INTRODUCTION
Quilmes is a city of 580,000 inhabitants within Buenos Aires Metropolitan Area (AMBA). Buenos Aires is the capital city of Argentina, located in the northeastern coast of the country, and one of the largest cities in the world, with a total population of around 15,600,000 people.
Rivers and its associate communities are at the frontline of climate impacts. Extreme weather conditions, rising sea levels, droughts and river floods are immense challenges to urban resilience worldwide, especially in the vulnerable settlements of the Global South, of which Quilmes is a paradigmatic case. The city suffers repeating floods in three ways, often combined. Floods due to the sudestada (water level surge from the Rio de la Plata estuary) cover the lower parts of the city, by or close to the waterfront. Heavy rains affect severely the vulnerable population along the arroyos (the two rivers crisscrossing the city) and the lower areas with insufficient drainage and affected by the blockage of the coastal highway. The worst case is the combination of both, with flooding coming from high grounds and from the Rio de la Plata itself, making impossible the urban drainage. Besides floods, lack of public space and basic infrastructures (sewage and trash accumulation) are important factors in the inequality of the city. At the same time, very powerful real estate development agents are expecting to develop the waterfront without social and ecological considerations, with the risk of privatizing the coastline with high end, segregated communities.
The Plan aims to help construct an innovative vision for the city combining urban development with ecological and social dynamics, most especially related to water. The various layers that compose the city of Quilmes are analyzed and mapped in order to understand the current state of the city and its evolution throughout the past century, and to diagnose its potentials and its shortcomings.
While currently there is a clear conflict between water and citizens, a new approach can transform this relation in a positive and unique one. Instead of a polluted sewer, constantly threatening of floods, the water courses have the potential of becoming a new socioecological structure attending the hydraulic and environmental needs of the city.

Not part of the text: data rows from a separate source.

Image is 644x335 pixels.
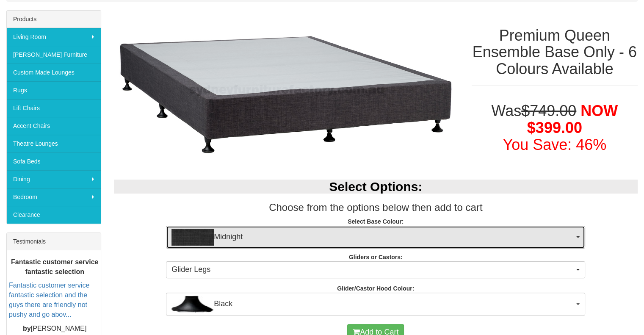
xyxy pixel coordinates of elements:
[7,233,101,250] div: Testimonials
[337,285,414,292] strong: Glider/Castor Hood Colour:
[527,102,618,136] span: NOW $399.00
[7,188,101,206] a: Bedroom
[7,11,101,28] div: Products
[348,218,403,225] strong: Select Base Colour:
[7,206,101,224] a: Clearance
[9,324,101,334] p: [PERSON_NAME]
[521,102,576,119] del: $749.00
[7,64,101,81] a: Custom Made Lounges
[172,265,574,275] span: Glider Legs
[23,325,31,332] b: by
[7,135,101,152] a: Theatre Lounges
[7,28,101,46] a: Living Room
[502,136,606,153] font: You Save: 46%
[7,81,101,99] a: Rugs
[471,27,638,78] h1: Premium Queen Ensemble Base Only - 6 Colours Available
[114,202,638,213] h3: Choose from the options below then add to cart
[7,170,101,188] a: Dining
[329,180,422,194] b: Select Options:
[172,296,574,313] span: Black
[471,103,638,153] h1: Was
[11,258,98,275] b: Fantastic customer service fantastic selection
[172,229,214,246] img: Midnight
[7,117,101,135] a: Accent Chairs
[172,229,574,246] span: Midnight
[9,282,89,318] a: Fantastic customer service fantastic selection and the guys there are friendly not pushy and go a...
[166,226,585,249] button: MidnightMidnight
[7,152,101,170] a: Sofa Beds
[7,46,101,64] a: [PERSON_NAME] Furniture
[166,293,585,316] button: BlackBlack
[172,296,214,313] img: Black
[7,99,101,117] a: Lift Chairs
[166,261,585,278] button: Glider Legs
[349,254,402,261] strong: Gliders or Castors:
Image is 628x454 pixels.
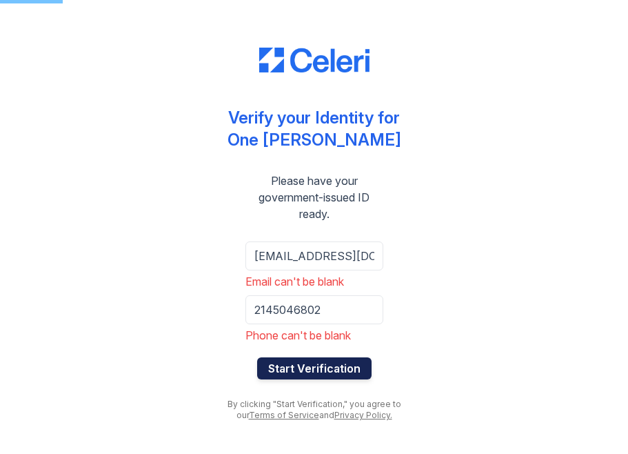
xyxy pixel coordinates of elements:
[257,357,372,379] button: Start Verification
[218,399,411,421] div: By clicking "Start Verification," you agree to our and
[245,327,383,343] div: Phone can't be blank
[228,107,401,151] div: Verify your Identity for One [PERSON_NAME]
[218,172,411,222] div: Please have your government-issued ID ready.
[245,273,383,290] div: Email can't be blank
[245,241,383,270] input: Email
[259,48,370,72] img: CE_Logo_Blue-a8612792a0a2168367f1c8372b55b34899dd931a85d93a1a3d3e32e68fde9ad4.png
[249,410,319,420] a: Terms of Service
[245,295,383,324] input: Phone
[334,410,392,420] a: Privacy Policy.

The riparian ecosystem of La Plata River needs to be recovered and integrated in the city through both a natural park and an urban park in the floodplain. The unique sudestada floods are seen as an opportunity rather than a threat. Water becomes the structural system for public space and the city. Through the naturalization of the water courses and the opening of a new river, natural drain continuity is guaranteed and new room for water storage and runoff is given.
The objective of this Plan is to expose a complete vision of the current situation of Quilmes and to define a strategic vision for the present and future development of the city in which water has a main role in the reformulation of the city and its urban ecologies. The city of Quilmes serves as a case study for many cities confronting similar challenges all over Argentina as well as in other Latin American countries. The Plan is approached from a holistic perspective, through the collaboration of academic researchers and professionals with local teams and municipal organizations and authorities.